The Meetings You Manage Are the Job
By Ray with my favorite human, Benjamin Scott. News Brief,
TL;DREffective team leadership requires structuring meetings with clear decisions and fostering a culture where evidence-based discussions prevail over dominant voices, ultimately improving collaboration and decision-making processes.
Nobody hands you a manual for the hard part of running a team. You learn design. You learn product. Then you get promoted, and the actual job turns out to be a coworker who is sure they are right, a developer who reroutes your design call, and a stakeholder meeting that eats an hour and decides nothing.
That is the daily grind of leadership, and it rarely shows up in your OKRs. Let me catch you up on what the field is saying, plus one pivot story worth stealing.
The coworker who is always sure
Overconfidence is the tricky one because it looks like leadership from a distance. The loud, certain voice fills the room. The quiet, correct one gets talked over. Your team watches who wins, and they learn which behavior gets rewarded.
This is one of the recurring team problems flagged in Lenny's community roundup, and the fix is not to shrink the confident person. It is to make certainty cheaper to check. Ask for the evidence out loud. "What would change your mind here?" and "What are we assuming?" turn a strong opinion into a claim you can test. You are not fighting the person. You are moving the standard from who sounds sure to who can show their work.
When developers route around the design call
The sneaky version of this is not open pushback. It is a developer quietly making the call in the code, so by the time design sees it, the decision is already shipped and changing it feels like a fight.
That usually means design was invited too late, or the call felt like a rubber stamp. Bring engineers into the messy middle, when things are still cheap to move. Frame the decision as a shared tradeoff, not a handoff. And write the choice down somewhere both sides can see it, so "we already decided" stops being a thing one person can claim alone. When a dev sidesteps a design decision, treat it as a signal your process has a gap, not that the dev is difficult.
The hour that decides nothing
Stakeholder meetings drift because nobody said what the meeting is for. So it becomes a status update, a vent session, and a debate about scope, all at once, and it ends with a vague "let's circle back."
Give every meeting one job and one decision. Put it at the top: "By the end, we pick A or B." When talk wanders, name it and park it. And bring something concrete to react to instead of an open floor. The Gamma template roundup makes a small point that matters here: a creative design review deck has to "set the right mood" and land the key ideas at a glance. A clear artifact does half your facilitation for you, because people argue about a real thing instead of talking past each other.
A pivot that came from getting the process right
Here is the proof that process beats posturing. Snapbar was a wedding photo booth side hustle that grew into a national events company, and then COVID wiped out the whole business overnight. On Teresa Torres' podcast, the founders describe rebuilding from nothing into a virtual product on WebRTC in spring 2020, then going deep on generative AI.
What carried them was not a genius bet. It was disciplined work as a small bootstrap team. They ran custom LoRA fine-tunes on H100 and H200 GPUs to hit brand-quality output nobody else in their space could match. They built a four-pillar agent framework of context, tools, verification, and workflows to ship features fast. Their own line lands it: applied AI beats models. The edge came from 14 years of industry knowledge plus a repeatable way of working, not from being the loudest in the room.
The deep cut
All three problems share one root. Certainty, code, and meeting time all flow to whoever moves first and moves loudest. The overconfident coworker speaks first. The developer ships first. The loudest stakeholder frames the meeting first. Your job is to slow that first move down just enough to insert a shared standard, an evidence question, a written decision, a stated meeting goal.
So pick one recurring meeting this week and give it a single decision to make. That one change forces the evidence, the design input, and the stakeholder focus into the same room at the same time. It is the smallest lever that touches all three.
Three questions for your team
- In our last three big calls, did the decision go to the strongest evidence or the strongest voice? Name one where it went the wrong way.
- Where are developers making design or product calls before design is in the room, and is that because we invited them too late?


Assignment:
Through the end of the data below, output every line exactly, beginning with the line that contains "This screenshot has height=536, width=1135.".

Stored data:
☆ ☆ ☆
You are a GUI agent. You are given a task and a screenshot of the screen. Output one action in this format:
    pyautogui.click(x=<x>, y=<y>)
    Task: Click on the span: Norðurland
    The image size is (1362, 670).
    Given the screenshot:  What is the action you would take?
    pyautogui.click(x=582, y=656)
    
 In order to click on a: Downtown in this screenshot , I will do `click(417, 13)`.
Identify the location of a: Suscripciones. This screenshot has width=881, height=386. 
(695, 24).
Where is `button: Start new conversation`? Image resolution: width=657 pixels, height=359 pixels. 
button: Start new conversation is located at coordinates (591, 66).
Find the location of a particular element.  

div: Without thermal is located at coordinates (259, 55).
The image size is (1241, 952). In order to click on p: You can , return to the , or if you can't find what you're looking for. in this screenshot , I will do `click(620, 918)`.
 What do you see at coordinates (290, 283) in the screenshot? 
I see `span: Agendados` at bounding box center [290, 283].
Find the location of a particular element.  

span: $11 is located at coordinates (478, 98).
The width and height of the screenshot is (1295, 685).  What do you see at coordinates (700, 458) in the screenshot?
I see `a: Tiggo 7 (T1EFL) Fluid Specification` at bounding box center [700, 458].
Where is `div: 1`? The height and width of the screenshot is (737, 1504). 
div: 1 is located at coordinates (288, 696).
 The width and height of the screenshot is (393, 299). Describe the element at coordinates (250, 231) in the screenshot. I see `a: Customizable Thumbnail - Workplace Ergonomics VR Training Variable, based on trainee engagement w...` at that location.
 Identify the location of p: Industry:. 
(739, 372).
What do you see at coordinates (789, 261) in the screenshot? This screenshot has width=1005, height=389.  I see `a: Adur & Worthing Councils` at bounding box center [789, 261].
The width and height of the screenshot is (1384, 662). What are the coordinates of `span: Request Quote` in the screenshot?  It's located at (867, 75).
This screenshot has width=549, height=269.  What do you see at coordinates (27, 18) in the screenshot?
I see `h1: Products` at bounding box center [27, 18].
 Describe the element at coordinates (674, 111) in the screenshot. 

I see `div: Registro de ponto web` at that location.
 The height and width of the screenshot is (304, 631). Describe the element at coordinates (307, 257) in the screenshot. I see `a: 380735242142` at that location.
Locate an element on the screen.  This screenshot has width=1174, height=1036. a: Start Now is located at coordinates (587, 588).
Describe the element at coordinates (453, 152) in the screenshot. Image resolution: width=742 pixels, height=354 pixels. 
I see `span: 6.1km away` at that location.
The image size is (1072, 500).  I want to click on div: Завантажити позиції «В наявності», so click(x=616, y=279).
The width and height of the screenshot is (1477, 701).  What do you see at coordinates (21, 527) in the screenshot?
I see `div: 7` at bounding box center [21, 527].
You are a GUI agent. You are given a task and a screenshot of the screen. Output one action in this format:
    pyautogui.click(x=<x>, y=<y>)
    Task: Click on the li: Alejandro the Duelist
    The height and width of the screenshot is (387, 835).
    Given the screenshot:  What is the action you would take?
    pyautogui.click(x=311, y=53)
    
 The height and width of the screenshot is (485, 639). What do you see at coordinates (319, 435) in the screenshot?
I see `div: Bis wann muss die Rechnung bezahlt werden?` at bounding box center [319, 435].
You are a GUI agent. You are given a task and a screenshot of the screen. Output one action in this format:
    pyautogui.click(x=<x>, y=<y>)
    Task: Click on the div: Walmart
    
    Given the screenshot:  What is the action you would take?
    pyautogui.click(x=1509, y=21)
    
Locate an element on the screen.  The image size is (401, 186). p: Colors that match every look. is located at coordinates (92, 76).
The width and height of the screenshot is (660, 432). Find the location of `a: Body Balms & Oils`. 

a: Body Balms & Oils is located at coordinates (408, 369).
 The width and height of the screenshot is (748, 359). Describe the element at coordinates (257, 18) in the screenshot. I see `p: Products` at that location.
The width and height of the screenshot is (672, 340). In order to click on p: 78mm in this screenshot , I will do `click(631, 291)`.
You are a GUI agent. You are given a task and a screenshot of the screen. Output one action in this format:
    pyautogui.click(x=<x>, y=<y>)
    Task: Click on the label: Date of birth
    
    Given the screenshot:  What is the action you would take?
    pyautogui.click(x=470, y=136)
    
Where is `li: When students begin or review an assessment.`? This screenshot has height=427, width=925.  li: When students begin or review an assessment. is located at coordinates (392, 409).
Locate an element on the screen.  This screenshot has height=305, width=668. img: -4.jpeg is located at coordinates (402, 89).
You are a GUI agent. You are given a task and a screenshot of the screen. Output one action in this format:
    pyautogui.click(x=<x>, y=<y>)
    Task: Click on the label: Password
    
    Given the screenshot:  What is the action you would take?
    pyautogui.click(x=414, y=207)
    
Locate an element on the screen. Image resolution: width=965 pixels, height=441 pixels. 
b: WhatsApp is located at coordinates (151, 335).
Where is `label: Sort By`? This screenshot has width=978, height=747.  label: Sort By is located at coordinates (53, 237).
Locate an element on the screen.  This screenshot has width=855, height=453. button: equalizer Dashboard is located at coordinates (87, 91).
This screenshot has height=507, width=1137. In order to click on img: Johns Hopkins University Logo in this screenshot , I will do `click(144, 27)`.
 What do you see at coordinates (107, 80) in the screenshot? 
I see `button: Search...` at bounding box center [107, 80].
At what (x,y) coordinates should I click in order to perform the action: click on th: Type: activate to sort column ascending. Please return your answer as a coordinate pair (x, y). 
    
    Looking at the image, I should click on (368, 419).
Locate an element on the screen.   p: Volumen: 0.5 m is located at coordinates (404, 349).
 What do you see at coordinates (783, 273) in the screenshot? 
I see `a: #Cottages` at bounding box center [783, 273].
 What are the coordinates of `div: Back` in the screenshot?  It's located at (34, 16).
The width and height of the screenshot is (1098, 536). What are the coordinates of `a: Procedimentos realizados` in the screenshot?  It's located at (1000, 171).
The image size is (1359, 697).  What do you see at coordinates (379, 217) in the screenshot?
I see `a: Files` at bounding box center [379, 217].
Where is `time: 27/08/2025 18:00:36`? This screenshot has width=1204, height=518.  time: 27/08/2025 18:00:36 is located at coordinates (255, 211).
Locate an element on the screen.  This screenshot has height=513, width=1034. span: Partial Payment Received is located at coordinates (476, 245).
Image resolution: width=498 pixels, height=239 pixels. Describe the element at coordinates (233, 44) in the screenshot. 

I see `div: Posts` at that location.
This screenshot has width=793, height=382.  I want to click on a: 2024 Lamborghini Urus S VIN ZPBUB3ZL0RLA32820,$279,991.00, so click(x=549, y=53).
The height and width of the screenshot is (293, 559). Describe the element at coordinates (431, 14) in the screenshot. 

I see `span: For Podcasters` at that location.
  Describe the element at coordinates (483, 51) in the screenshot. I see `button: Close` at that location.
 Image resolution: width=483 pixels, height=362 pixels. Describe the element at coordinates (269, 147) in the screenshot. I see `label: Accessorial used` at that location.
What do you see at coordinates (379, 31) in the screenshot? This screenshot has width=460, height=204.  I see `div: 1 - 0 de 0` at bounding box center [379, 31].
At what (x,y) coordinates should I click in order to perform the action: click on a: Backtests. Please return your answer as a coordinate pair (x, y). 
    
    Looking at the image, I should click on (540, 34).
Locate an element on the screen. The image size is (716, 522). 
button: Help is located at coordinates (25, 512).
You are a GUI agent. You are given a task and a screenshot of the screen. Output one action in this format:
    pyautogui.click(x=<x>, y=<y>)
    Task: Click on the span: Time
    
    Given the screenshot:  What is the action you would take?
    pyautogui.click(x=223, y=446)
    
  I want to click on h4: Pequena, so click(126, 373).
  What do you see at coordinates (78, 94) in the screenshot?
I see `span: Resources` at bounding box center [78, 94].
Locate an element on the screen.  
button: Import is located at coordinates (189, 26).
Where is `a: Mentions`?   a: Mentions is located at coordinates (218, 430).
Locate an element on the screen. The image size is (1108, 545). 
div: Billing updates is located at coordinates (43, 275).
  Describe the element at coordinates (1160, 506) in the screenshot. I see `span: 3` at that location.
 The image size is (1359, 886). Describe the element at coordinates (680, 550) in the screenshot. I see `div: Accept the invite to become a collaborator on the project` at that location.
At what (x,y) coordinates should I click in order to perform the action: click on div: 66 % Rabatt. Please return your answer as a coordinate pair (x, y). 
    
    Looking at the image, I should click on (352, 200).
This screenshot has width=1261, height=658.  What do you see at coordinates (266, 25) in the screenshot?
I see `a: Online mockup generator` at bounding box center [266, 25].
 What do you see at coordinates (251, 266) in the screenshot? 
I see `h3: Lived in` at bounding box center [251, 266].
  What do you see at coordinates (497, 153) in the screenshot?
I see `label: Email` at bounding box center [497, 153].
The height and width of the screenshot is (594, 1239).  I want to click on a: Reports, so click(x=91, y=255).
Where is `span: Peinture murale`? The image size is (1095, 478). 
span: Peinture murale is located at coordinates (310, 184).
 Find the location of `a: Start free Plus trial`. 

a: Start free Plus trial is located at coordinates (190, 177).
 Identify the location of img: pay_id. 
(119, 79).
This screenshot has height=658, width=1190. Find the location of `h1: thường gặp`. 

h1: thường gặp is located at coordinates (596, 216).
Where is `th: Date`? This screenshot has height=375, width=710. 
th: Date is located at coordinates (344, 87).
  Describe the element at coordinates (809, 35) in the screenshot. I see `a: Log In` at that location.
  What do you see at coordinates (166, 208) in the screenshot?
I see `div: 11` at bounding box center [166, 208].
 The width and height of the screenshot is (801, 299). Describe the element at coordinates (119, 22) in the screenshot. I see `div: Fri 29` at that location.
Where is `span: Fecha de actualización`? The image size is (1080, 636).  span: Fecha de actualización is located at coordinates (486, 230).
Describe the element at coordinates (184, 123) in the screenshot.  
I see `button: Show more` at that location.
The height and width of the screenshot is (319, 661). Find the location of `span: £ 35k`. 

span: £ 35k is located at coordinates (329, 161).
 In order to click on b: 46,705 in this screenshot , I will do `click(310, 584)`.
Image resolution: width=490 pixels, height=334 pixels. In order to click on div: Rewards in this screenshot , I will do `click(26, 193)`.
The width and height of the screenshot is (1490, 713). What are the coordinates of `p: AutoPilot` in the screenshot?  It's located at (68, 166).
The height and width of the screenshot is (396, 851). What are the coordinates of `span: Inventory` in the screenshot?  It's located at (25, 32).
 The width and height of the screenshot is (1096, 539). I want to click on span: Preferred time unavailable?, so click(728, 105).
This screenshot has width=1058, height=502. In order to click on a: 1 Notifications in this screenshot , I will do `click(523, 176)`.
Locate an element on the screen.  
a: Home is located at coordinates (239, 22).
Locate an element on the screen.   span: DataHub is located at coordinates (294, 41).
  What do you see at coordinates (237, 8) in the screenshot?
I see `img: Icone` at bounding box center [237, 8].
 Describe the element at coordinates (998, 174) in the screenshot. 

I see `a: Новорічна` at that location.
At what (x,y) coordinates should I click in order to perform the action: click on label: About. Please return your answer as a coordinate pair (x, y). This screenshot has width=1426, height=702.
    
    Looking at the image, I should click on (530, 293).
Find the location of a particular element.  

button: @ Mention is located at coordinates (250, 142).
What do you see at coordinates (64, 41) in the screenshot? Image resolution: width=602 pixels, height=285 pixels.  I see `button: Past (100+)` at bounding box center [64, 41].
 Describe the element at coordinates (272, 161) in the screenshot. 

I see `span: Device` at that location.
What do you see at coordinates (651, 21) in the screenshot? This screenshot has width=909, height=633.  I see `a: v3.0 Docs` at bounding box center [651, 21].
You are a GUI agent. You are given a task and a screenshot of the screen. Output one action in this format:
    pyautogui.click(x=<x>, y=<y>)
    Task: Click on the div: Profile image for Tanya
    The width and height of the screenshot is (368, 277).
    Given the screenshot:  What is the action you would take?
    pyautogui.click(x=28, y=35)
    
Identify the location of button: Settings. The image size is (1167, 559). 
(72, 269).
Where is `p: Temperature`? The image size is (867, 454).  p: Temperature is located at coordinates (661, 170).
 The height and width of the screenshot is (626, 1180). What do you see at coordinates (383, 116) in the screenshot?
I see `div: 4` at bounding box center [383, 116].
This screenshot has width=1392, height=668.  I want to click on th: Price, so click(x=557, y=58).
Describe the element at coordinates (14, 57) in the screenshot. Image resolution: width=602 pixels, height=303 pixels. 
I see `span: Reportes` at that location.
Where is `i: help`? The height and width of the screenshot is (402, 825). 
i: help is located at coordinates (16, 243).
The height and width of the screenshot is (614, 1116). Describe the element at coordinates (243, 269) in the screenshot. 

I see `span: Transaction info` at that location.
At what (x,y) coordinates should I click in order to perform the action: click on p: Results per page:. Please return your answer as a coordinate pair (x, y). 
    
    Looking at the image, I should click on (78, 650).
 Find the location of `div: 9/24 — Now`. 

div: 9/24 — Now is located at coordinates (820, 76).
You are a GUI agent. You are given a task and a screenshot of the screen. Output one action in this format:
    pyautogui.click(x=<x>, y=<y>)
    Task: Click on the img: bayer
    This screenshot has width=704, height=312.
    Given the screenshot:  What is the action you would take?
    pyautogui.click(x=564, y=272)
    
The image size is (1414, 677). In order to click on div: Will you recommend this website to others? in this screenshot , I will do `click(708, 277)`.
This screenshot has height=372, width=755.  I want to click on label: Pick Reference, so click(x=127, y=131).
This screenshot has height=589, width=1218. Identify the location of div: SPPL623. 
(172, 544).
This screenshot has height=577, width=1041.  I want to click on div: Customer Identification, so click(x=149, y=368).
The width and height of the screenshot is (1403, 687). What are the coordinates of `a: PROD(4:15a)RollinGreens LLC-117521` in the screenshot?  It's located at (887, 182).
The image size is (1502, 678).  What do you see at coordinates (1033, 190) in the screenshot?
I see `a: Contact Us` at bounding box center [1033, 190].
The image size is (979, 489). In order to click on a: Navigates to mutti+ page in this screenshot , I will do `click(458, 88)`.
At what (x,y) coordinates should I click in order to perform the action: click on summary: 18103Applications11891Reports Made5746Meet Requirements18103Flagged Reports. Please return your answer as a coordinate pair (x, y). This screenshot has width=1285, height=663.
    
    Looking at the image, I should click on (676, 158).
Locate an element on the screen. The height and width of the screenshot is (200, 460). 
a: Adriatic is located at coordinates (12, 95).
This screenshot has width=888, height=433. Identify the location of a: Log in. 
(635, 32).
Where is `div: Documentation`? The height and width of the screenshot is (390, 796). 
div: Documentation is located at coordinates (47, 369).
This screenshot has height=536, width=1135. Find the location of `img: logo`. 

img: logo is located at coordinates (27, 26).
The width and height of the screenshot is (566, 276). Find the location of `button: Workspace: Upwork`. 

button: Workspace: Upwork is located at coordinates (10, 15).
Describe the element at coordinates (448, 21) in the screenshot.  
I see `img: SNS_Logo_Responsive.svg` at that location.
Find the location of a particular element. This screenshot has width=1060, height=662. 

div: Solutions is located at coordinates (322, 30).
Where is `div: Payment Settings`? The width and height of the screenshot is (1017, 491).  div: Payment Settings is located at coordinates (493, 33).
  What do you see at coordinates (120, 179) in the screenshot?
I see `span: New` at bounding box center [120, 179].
☆ ☆ ☆
Solved exercise:
This screenshot has height=536, width=1135. Find the location of `img: logo`. 

img: logo is located at coordinates (27, 26).
The width and height of the screenshot is (566, 276). Find the location of `button: Workspace: Upwork`. 

button: Workspace: Upwork is located at coordinates (10, 15).
Describe the element at coordinates (448, 21) in the screenshot.  
I see `img: SNS_Logo_Responsive.svg` at that location.
Find the location of a particular element. This screenshot has width=1060, height=662. 

div: Solutions is located at coordinates (322, 30).
Where is `div: Payment Settings`? The width and height of the screenshot is (1017, 491).  div: Payment Settings is located at coordinates (493, 33).
  What do you see at coordinates (120, 179) in the screenshot?
I see `span: New` at bounding box center [120, 179].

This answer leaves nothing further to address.